IRL, we estimate that the edge of the non-visible universe is receding from us at about 1,000 times the speed of light. So superluminal speed is no problem; we just need to change the metric, i.e. shrink space.
For space travel to be routine, we’d probably need to be able to zip across our home galaxy in about the time it currently takes to circumnavigate our globe (about 40 hours). This gives whole new meaning to the term, Road Warrior.
The problem is that it would take a photon about 80,000 years to make the trip. So even light is a slow poke by these standards. To achieve an acceptable galactic navigational speed we would need to compress space by a factor of 10^9 (vs. 10^3, above).
Easy! We just need to create a soliton (a wave that travels through space with virtually zero environmental interference and nearly zero dissipation) and invest it with enough energy to carry us at a speed 10 billion times light. Surfing the cosmos? Hang10!
So where do we find these magic beans? Right under your nose. All you need to do to create a Star Fleet worthy warp drive is to subject conducting plasma to ‘stress’ and allow it to interact with the electromagnetic fields surrounding it. An ordinary plasma wave packet becomes a soliton when nonlinear effects in the plasma exactly balance out the natural tendency of waves to disperse.
Importantly, once this balance of amplifying and dispersing forces is achieved, it naturally tends to self-perpetuate. It forms a sort of ‘energy sink’; only an outside force (like interaction with the environment) can disrupt the balance.

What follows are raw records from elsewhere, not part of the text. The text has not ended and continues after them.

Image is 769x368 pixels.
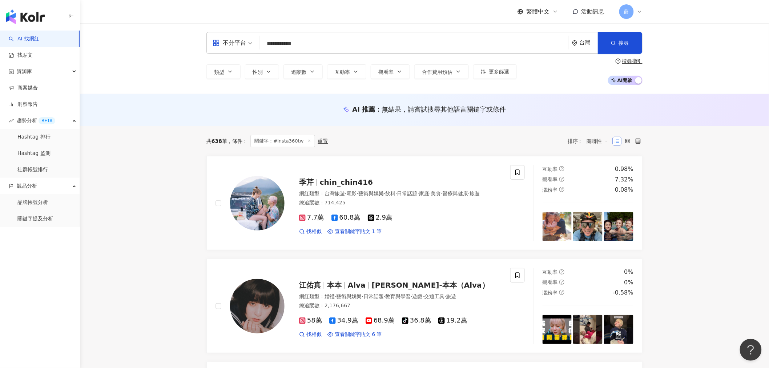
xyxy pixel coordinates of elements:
div: AI 推薦 ： [352,105,506,114]
span: 58萬 [299,316,322,324]
div: 0% [624,278,633,286]
span: · [411,293,412,299]
span: · [345,190,346,196]
span: chin_chin416 [320,178,373,186]
span: · [423,293,424,299]
span: 60.8萬 [331,214,360,221]
img: post-image [604,212,633,241]
span: 蔚 [624,8,629,16]
div: 網紅類型 ： [299,190,501,197]
button: 性別 [245,64,279,79]
a: 找相似 [299,331,322,338]
span: 活動訊息 [581,8,605,15]
span: 本本 [327,280,342,289]
span: 關鍵字：#Insta360tw [250,135,315,147]
span: 7.7萬 [299,214,324,221]
div: BETA [39,117,55,124]
span: Alva [348,280,366,289]
span: 34.9萬 [329,316,358,324]
img: post-image [604,315,633,344]
span: question-circle [559,187,564,192]
button: 觀看率 [371,64,410,79]
span: 互動率 [542,166,558,172]
span: 互動率 [335,69,350,75]
span: 藝術與娛樂 [336,293,362,299]
span: 季芹 [299,178,314,186]
a: 商案媒合 [9,84,38,92]
span: · [384,190,385,196]
span: · [362,293,363,299]
span: question-circle [559,177,564,182]
span: · [384,293,385,299]
div: 總追蹤數 ： 2,176,667 [299,302,501,309]
span: question-circle [559,290,564,295]
span: 找相似 [306,331,322,338]
span: question-circle [615,58,621,64]
span: 性別 [253,69,263,75]
button: 搜尋 [598,32,642,54]
img: post-image [573,212,602,241]
span: 無結果，請嘗試搜尋其他語言關鍵字或條件 [381,105,506,113]
button: 互動率 [327,64,366,79]
span: environment [572,40,577,46]
span: 36.8萬 [402,316,431,324]
a: 洞察報告 [9,101,38,108]
div: 共 筆 [206,138,227,144]
span: 19.2萬 [438,316,467,324]
span: 互動率 [542,269,558,275]
span: 觀看率 [378,69,393,75]
div: 不分平台 [213,37,246,49]
span: 遊戲 [412,293,423,299]
a: Hashtag 排行 [17,133,51,141]
button: 追蹤數 [283,64,323,79]
img: post-image [542,315,572,344]
span: 競品分析 [17,178,37,194]
div: 總追蹤數 ： 714,425 [299,199,501,206]
span: question-circle [559,279,564,284]
div: 0% [624,268,633,276]
a: 查看關鍵字貼文 1 筆 [327,228,382,235]
div: 排序： [568,135,613,147]
span: 關聯性 [587,135,609,147]
img: post-image [542,212,572,241]
span: 查看關鍵字貼文 6 筆 [335,331,382,338]
span: rise [9,118,14,123]
img: KOL Avatar [230,279,284,333]
iframe: Help Scout Beacon - Open [740,339,762,360]
span: 觀看率 [542,279,558,285]
img: logo [6,9,45,24]
span: question-circle [559,166,564,171]
button: 更多篩選 [473,64,517,79]
span: 638 [211,138,222,144]
a: 找相似 [299,228,322,235]
div: 重置 [318,138,328,144]
span: · [441,190,443,196]
span: · [468,190,469,196]
div: 搜尋指引 [622,58,642,64]
img: post-image [573,315,602,344]
span: 條件 ： [227,138,247,144]
a: KOL Avatar江佑真本本Alva[PERSON_NAME]-本本（Alva）網紅類型：婚禮·藝術與娛樂·日常話題·教育與學習·遊戲·交通工具·旅遊總追蹤數：2,176,66758萬34.9... [206,259,642,353]
span: 美食 [431,190,441,196]
span: 漲粉率 [542,187,558,193]
span: 電影 [346,190,356,196]
span: 類型 [214,69,224,75]
span: 觀看率 [542,176,558,182]
div: 7.32% [615,175,633,183]
span: 2.9萬 [368,214,393,221]
span: · [444,293,446,299]
span: 查看關鍵字貼文 1 筆 [335,228,382,235]
img: KOL Avatar [230,176,284,230]
span: 日常話題 [397,190,417,196]
span: [PERSON_NAME]-本本（Alva） [372,280,489,289]
div: 0.98% [615,165,633,173]
span: 合作費用預估 [422,69,452,75]
a: searchAI 找網紅 [9,35,39,43]
span: 搜尋 [619,40,629,46]
div: 台灣 [580,40,598,46]
span: 資源庫 [17,63,32,80]
span: question-circle [559,269,564,274]
div: 0.08% [615,186,633,194]
span: · [356,190,358,196]
button: 類型 [206,64,241,79]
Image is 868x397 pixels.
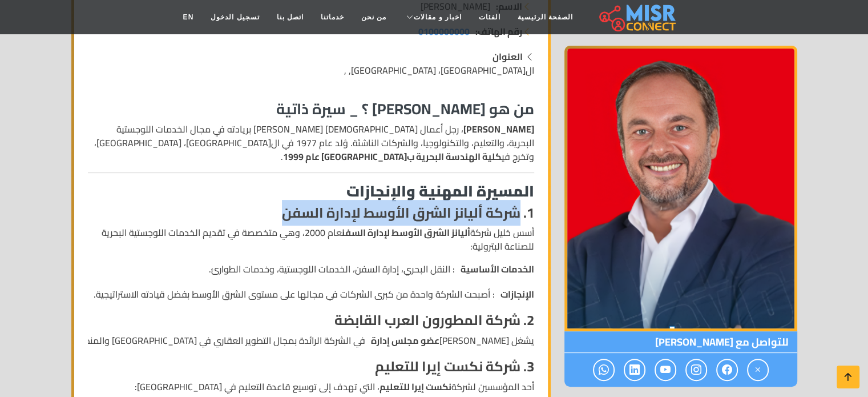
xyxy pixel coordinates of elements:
span: للتواصل مع [PERSON_NAME] [565,331,797,353]
span: ال[GEOGRAPHIC_DATA]، [GEOGRAPHIC_DATA], , [344,62,534,79]
img: أحمد طارق خليل [565,45,797,331]
strong: كلية الهندسة البحرية ب[GEOGRAPHIC_DATA] عام 1999 [283,148,502,165]
a: اتصل بنا [268,6,312,28]
strong: [PERSON_NAME] [463,121,534,138]
strong: المسيرة المهنية والإنجازات [346,177,534,205]
li: : النقل البحري، إدارة السفن، الخدمات اللوجستية، وخدمات الطوارئ. [88,262,534,276]
a: الصفحة الرئيسية [509,6,581,28]
strong: 3. شركة نكست إيرا للتعليم [375,353,534,379]
a: اخبار و مقالات [395,6,470,28]
strong: العنوان [492,48,523,65]
img: main.misr_connect [599,3,675,31]
span: اخبار و مقالات [413,12,461,22]
strong: 1. شركة أليانز الشرق الأوسط لإدارة السفن [282,200,534,225]
p: أسس خليل شركة عام 2000، وهي متخصصة في تقديم الخدمات اللوجستية البحرية للصناعة البترولية: [88,225,534,253]
a: تسجيل الدخول [202,6,267,28]
p: ، رجل أعمال [DEMOGRAPHIC_DATA] [PERSON_NAME] بريادته في مجال الخدمات اللوجستية البحرية، والتعليم،... [88,122,534,163]
strong: عضو مجلس إدارة [371,334,440,347]
a: EN [175,6,203,28]
strong: الإنجازات [501,287,534,301]
a: من نحن [353,6,395,28]
strong: نكست إيرا للتعليم [379,378,451,395]
a: خدماتنا [312,6,353,28]
strong: الخدمات الأساسية [461,262,534,276]
a: الفئات [470,6,509,28]
li: : أصبحت الشركة واحدة من كبرى الشركات في مجالها على مستوى الشرق الأوسط بفضل قيادته الاستراتيجية. [88,287,534,301]
li: يشغل [PERSON_NAME] في الشركة الرائدة بمجال التطوير العقاري في [GEOGRAPHIC_DATA] والمنطقة. [88,334,534,347]
p: أحد المؤسسين لشركة ، التي تهدف إلى توسيع قاعدة التعليم في [GEOGRAPHIC_DATA]: [88,380,534,393]
strong: 2. شركة المطورون العرب القابضة [335,307,534,333]
h3: من هو [PERSON_NAME] ؟ _ سيرة ذاتية [88,100,534,118]
strong: أليانز الشرق الأوسط لإدارة السفن [342,224,470,241]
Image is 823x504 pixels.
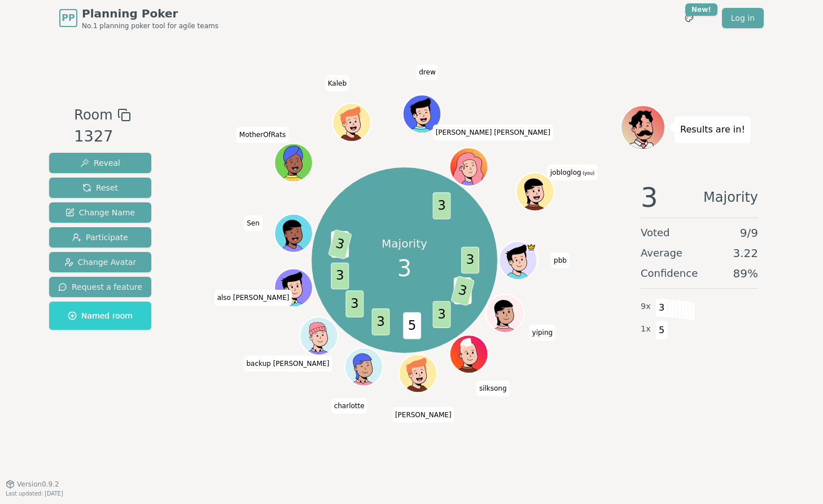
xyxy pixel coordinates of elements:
[641,184,658,211] span: 3
[529,325,556,341] span: Click to change your name
[416,64,438,80] span: Click to change your name
[332,263,350,290] span: 3
[703,184,758,211] span: Majority
[680,122,745,138] p: Results are in!
[49,153,151,173] button: Reveal
[551,252,570,268] span: Click to change your name
[451,276,475,307] span: 3
[641,301,650,313] span: 9 x
[454,277,472,304] span: 5
[641,225,670,241] span: Voted
[740,225,758,241] span: 9 / 9
[72,232,128,243] span: Participate
[547,165,597,181] span: Click to change your name
[49,252,151,273] button: Change Avatar
[82,182,118,194] span: Reset
[433,193,451,220] span: 3
[49,228,151,248] button: Participate
[49,302,151,330] button: Named room
[325,75,350,91] span: Click to change your name
[49,178,151,198] button: Reset
[581,171,595,176] span: (you)
[49,277,151,298] button: Request a feature
[392,408,454,423] span: Click to change your name
[685,3,717,16] div: New!
[433,301,451,328] span: 3
[641,323,650,336] span: 1 x
[518,174,554,210] button: Click to change your avatar
[82,5,219,21] span: Planning Poker
[641,266,698,282] span: Confidence
[433,124,553,140] span: Click to change your name
[80,157,120,169] span: Reveal
[381,236,427,252] p: Majority
[527,243,536,252] span: pbb is the host
[346,291,364,318] span: 3
[62,11,75,25] span: PP
[397,252,412,286] span: 3
[722,8,763,28] a: Log in
[58,282,142,293] span: Request a feature
[679,8,699,28] button: New!
[215,290,292,306] span: Click to change your name
[66,207,135,218] span: Change Name
[243,215,262,231] span: Click to change your name
[476,380,509,396] span: Click to change your name
[74,105,112,125] span: Room
[64,257,136,268] span: Change Avatar
[60,5,219,30] a: PPPlanning PokerNo.1 planning poker tool for agile teams
[49,203,151,223] button: Change Name
[74,125,130,148] div: 1327
[462,247,479,274] span: 3
[237,127,289,142] span: Click to change your name
[641,246,682,261] span: Average
[328,230,352,260] span: 3
[5,480,60,489] button: Version0.9.2
[243,356,332,371] span: Click to change your name
[655,321,668,341] span: 5
[403,313,421,340] span: 5
[82,21,219,30] span: No.1 planning poker tool for agile teams
[5,490,63,497] span: Last updated: [DATE]
[68,310,133,322] span: Named room
[655,298,668,318] span: 3
[733,266,758,282] span: 89 %
[332,231,350,258] span: 2
[17,480,60,489] span: Version 0.9.2
[733,246,758,261] span: 3.22
[332,399,367,414] span: Click to change your name
[372,309,390,336] span: 3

Actually, several different types of solitons occur in plasma:
Acoustic solitons: These act like sound waves: the ions move together with the electrons to maintain charge neutrality. The plasma pressure and electric fields balance each other perfectly.
Electronic solitons: These involve oscillations of the electrons while the heavier ions remain relatively stationary. The envelope of these high-frequency electron oscillations can form a stable packet.
Magnetic solitons: In magnetized plasmas, you can create stable structures in the magnetic field that propagate as solitons.
“Ok, this is all very interesting, but why do I feel like I’m still in the realm of science fiction? I’d feel better if the mathematics was fully developed and if there was empirical evidence to support the concept.”
Feel better! The math is fully developed; it’s called the KdV equation:
∂u/∂t + u∂u/∂x + α∂³u/∂x³ = 0
Where - ∂u/∂t is the term for evolution in time, u∂u/∂x is the term for nonlinear (u∂u) amplification and α∂³u/∂x³ is the term for dispersion. The zero testifies to the fact that these variables are in perfect balance. Calculus buffs (not me) will note that these terms represent first, second, and third order derivatives
Feel better, again! Satellite observations have detected solitary waves that maintain their structure while traveling through the Earth’s plasma core. So buckle up! While your friends are lining up for a trip to Mars, you’re headed for Alpha Centauri…and beyond!
Image: "Allegory of the Planets and Continents," Giovanni Battista Tiepolo, 1752, oil on canvas, 73 x 54 7/8 in. Gift of Mr. and Mrs. Charles Wrightsman, 1977.